UX engineering is the practice of building products that provide meaningful and useful experiences. It involves branding, design, usability, and function — but more than making things look good, it's about making them work well and feel right under the user's hand.
The mindset
Thinking like a UX engineer means asking questions constantly. Why does this button go here? How will the user feel when they click it? Is this the most intuitive path? It's a continual loop of improvement.
A few principles I keep in mind:
Empathize with users. Put yourself in the shoes of the people using the product. Understand their needs, frustrations, and goals. That empathy is the compass for every design decision.
Be a problem solver. UX engineering is solving problems efficiently and creatively. Treat every design issue as a puzzle waiting for a better fit.
Think big, start small. Keep the larger picture in view, but ship in small iterative changes. That way you can measure the impact of each tweak and confirm you're moving in the right direction before doubling down.
Embrace feedback. Feedback is the data that tells you whether the design is working. Seek it, take it seriously, and use it to improve the product.
The tools
Familiarity with design and prototyping tools matters — Figma, Sketch, Adobe XD. But tools are means, not ends. Your judgment about what to build and why is what makes the difference.
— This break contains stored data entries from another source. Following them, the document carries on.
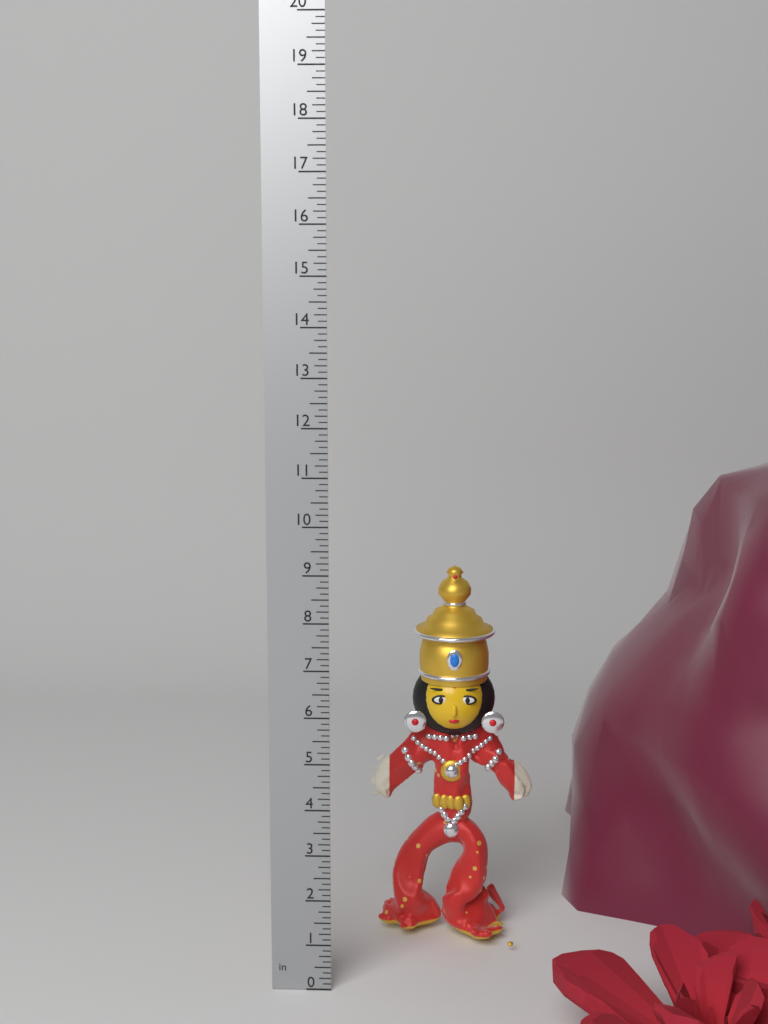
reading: 8.625 in
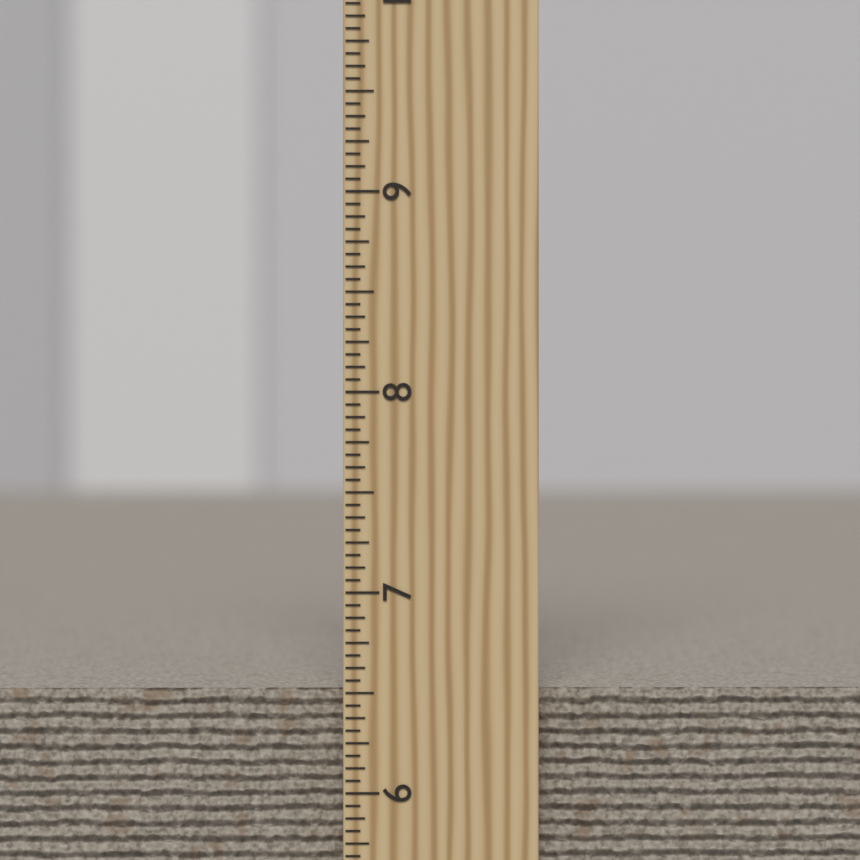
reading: 6.5000 inch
Tooling proficiency is table stakes; design thinking is the bar.
Bridging design and development
The thing that makes UX engineering distinct is the requirement to bridge design and development. You're not just designing something that looks good — you're designing something that can be built and maintained. That means a working understanding of HTML, CSS, and JavaScript, and enough fluency to dig into the implementation when the design intent is at risk of getting lost.
Don't be afraid to drop into the code to bring your designs to life. The closer the loop between design and engineering, the higher the quality of the result.
Continuous learning
The tech world keeps moving. Stay curious. Follow people doing the work, attend talks, read what's shipping. The more you know about adjacent disciplines — accessibility, performance, motion, content — the better the systems you can design.